After viral video, Egypt tries man for murder of student
Egyptian Mohamed Adel (C), the alleged murderer of university of Mansoura student Naira Ashraf, is surrounded by guards during as he is taken out of the defender's box, after his first trial session at the Mansoura courthouse, Cairo, Egypt, June 26, 2022. (Photo by Khaled DESOUKI / AFP)


A week after the video went viral last week showing an Egyptian man fatally stabbing a woman in public, the trial began Sunday. The man stabbed the woman to death after she rejected his advances – a case that drew widespread outrage across the world.

The victim, identified as student Nayera Ashraf, was stabbed by a young man outside her university. The crime has triggered widespread anger both in Egypt and beyond, having been followed a few days later by a similar incident in which Jordanian student Iman Irshaid was shot dead on a university campus.

Social media users immediately drew comparisons between the two murders, decrying cases of femicide in the Arab world. At the Mansoura Criminal Court, 130 kilometers (80 miles) north of Cairo, Mohamed Adel was accused of "premeditated murder," after confessing to intentionally killing the victim, an Agence France-Presse (AFP) correspondent said.

Ashraf had previously reported the alleged perpetrator to the authorities, fearing that he would attack her, according to her father and witnesses. The maximum penalty for murder is death in Egypt, which carried out the third highest number of executions in the world in 2021, according to Amnesty International.

"He stabbed her several times," said the prosecution, which found "messages threatening to cut her throat" on the victim's phone. The next hearing is set for Tuesday, the defendant's lawyer, Ahmed Hamad, told AFP.

In a rare occurrence among cases involving violence against women, authorities allowed television cameras to film the hearing on Sunday. On social media, many Jordanian and Egyptian users called for the perpetrator to be sentenced to death, while others said men must "learn to take no for an answer."

Egyptian preacher Mabrouk Attia sparked outrage last week after suggesting that the victim would not have met the same fate had she been veiled.

Nearly 8 million Egyptian women were victims of violence committed by their partners or relatives, or by strangers in public spaces, according to a United Nations survey conducted in 2015.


__Directions for this task__
Type out the full set of entries again, unchanged.

__Website and app data records__
══════

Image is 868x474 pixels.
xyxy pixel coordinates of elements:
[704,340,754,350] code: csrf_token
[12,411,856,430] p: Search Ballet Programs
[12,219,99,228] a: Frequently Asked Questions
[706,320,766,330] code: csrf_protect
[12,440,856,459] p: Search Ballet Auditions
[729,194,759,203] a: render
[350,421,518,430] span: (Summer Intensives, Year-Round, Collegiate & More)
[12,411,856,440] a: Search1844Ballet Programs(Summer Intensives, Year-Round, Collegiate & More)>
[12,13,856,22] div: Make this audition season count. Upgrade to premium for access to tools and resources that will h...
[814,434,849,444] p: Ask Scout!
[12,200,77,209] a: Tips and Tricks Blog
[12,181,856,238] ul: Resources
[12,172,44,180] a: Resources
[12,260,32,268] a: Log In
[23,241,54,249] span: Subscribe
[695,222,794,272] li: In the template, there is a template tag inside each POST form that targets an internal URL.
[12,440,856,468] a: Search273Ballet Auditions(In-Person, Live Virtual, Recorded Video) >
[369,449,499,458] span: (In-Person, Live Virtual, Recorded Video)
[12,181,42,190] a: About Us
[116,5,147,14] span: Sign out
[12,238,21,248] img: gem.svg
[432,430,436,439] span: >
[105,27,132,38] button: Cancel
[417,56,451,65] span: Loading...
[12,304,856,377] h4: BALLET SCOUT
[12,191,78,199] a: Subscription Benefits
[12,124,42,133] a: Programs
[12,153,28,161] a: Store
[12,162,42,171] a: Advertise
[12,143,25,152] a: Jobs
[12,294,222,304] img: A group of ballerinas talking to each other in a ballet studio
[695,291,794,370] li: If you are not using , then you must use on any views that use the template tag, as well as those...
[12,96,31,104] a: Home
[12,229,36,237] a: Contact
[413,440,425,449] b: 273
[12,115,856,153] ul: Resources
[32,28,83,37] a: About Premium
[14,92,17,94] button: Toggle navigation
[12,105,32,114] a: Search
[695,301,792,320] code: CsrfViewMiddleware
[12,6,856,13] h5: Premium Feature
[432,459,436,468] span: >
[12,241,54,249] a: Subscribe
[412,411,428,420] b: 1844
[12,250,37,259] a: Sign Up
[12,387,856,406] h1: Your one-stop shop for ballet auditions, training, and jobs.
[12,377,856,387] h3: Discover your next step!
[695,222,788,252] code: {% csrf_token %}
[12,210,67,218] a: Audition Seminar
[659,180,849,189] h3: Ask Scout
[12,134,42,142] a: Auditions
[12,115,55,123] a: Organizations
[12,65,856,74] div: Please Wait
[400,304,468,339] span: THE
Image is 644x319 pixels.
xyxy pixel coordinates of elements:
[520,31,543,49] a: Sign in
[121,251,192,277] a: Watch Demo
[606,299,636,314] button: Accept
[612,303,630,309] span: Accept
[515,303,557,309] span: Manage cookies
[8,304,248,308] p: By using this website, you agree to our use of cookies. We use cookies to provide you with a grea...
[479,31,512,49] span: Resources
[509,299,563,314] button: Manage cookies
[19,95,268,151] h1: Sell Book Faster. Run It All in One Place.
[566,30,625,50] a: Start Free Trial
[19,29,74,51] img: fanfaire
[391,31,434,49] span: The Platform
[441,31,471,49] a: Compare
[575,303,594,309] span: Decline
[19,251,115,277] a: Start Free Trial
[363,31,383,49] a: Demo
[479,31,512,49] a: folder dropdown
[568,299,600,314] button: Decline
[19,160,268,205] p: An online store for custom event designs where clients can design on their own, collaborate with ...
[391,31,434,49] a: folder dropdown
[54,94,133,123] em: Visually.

══════

__Reply to the exercise__
Image is 868x474 pixels.
xyxy pixel coordinates of elements:
[704,340,754,350] code: csrf_token
[12,411,856,430] p: Search Ballet Programs
[12,219,99,228] a: Frequently Asked Questions
[706,320,766,330] code: csrf_protect
[12,440,856,459] p: Search Ballet Auditions
[729,194,759,203] a: render
[350,421,518,430] span: (Summer Intensives, Year-Round, Collegiate & More)
[12,411,856,440] a: Search1844Ballet Programs(Summer Intensives, Year-Round, Collegiate & More)>
[12,13,856,22] div: Make this audition season count. Upgrade to premium for access to tools and resources that will h...
[814,434,849,444] p: Ask Scout!
[12,200,77,209] a: Tips and Tricks Blog
[12,181,856,238] ul: Resources
[12,172,44,180] a: Resources
[12,260,32,268] a: Log In
[23,241,54,249] span: Subscribe
[695,222,794,272] li: In the template, there is a template tag inside each POST form that targets an internal URL.
[12,440,856,468] a: Search273Ballet Auditions(In-Person, Live Virtual, Recorded Video) >
[369,449,499,458] span: (In-Person, Live Virtual, Recorded Video)
[12,181,42,190] a: About Us
[116,5,147,14] span: Sign out
[12,238,21,248] img: gem.svg
[432,430,436,439] span: >
[105,27,132,38] button: Cancel
[417,56,451,65] span: Loading...
[12,304,856,377] h4: BALLET SCOUT
[12,191,78,199] a: Subscription Benefits
[12,124,42,133] a: Programs
[12,153,28,161] a: Store
[12,162,42,171] a: Advertise
[12,143,25,152] a: Jobs
[12,294,222,304] img: A group of ballerinas talking to each other in a ballet studio
[695,291,794,370] li: If you are not using , then you must use on any views that use the template tag, as well as those...
[12,96,31,104] a: Home
[12,229,36,237] a: Contact
[413,440,425,449] b: 273
[12,115,856,153] ul: Resources
[32,28,83,37] a: About Premium
[14,92,17,94] button: Toggle navigation
[12,105,32,114] a: Search
[695,301,792,320] code: CsrfViewMiddleware
[12,6,856,13] h5: Premium Feature
[432,459,436,468] span: >
[12,241,54,249] a: Subscribe
[412,411,428,420] b: 1844
[12,250,37,259] a: Sign Up
[12,387,856,406] h1: Your one-stop shop for ballet auditions, training, and jobs.
[12,377,856,387] h3: Discover your next step!
[695,222,788,252] code: {% csrf_token %}
[12,210,67,218] a: Audition Seminar
[659,180,849,189] h3: Ask Scout
[12,134,42,142] a: Auditions
[12,115,55,123] a: Organizations
[12,65,856,74] div: Please Wait
[400,304,468,339] span: THE
Image is 644x319 pixels.
xyxy pixel coordinates of elements:
[520,31,543,49] a: Sign in
[121,251,192,277] a: Watch Demo
[606,299,636,314] button: Accept
[612,303,630,309] span: Accept
[515,303,557,309] span: Manage cookies
[8,304,248,308] p: By using this website, you agree to our use of cookies. We use cookies to provide you with a grea...
[479,31,512,49] span: Resources
[509,299,563,314] button: Manage cookies
[19,95,268,151] h1: Sell Book Faster. Run It All in One Place.
[566,30,625,50] a: Start Free Trial
[19,29,74,51] img: fanfaire
[391,31,434,49] span: The Platform
[441,31,471,49] a: Compare
[575,303,594,309] span: Decline
[19,251,115,277] a: Start Free Trial
[363,31,383,49] a: Demo
[479,31,512,49] a: folder dropdown
[568,299,600,314] button: Decline
[19,160,268,205] p: An online store for custom event designs where clients can design on their own, collaborate with ...
[391,31,434,49] a: folder dropdown
[54,94,133,123] em: Visually.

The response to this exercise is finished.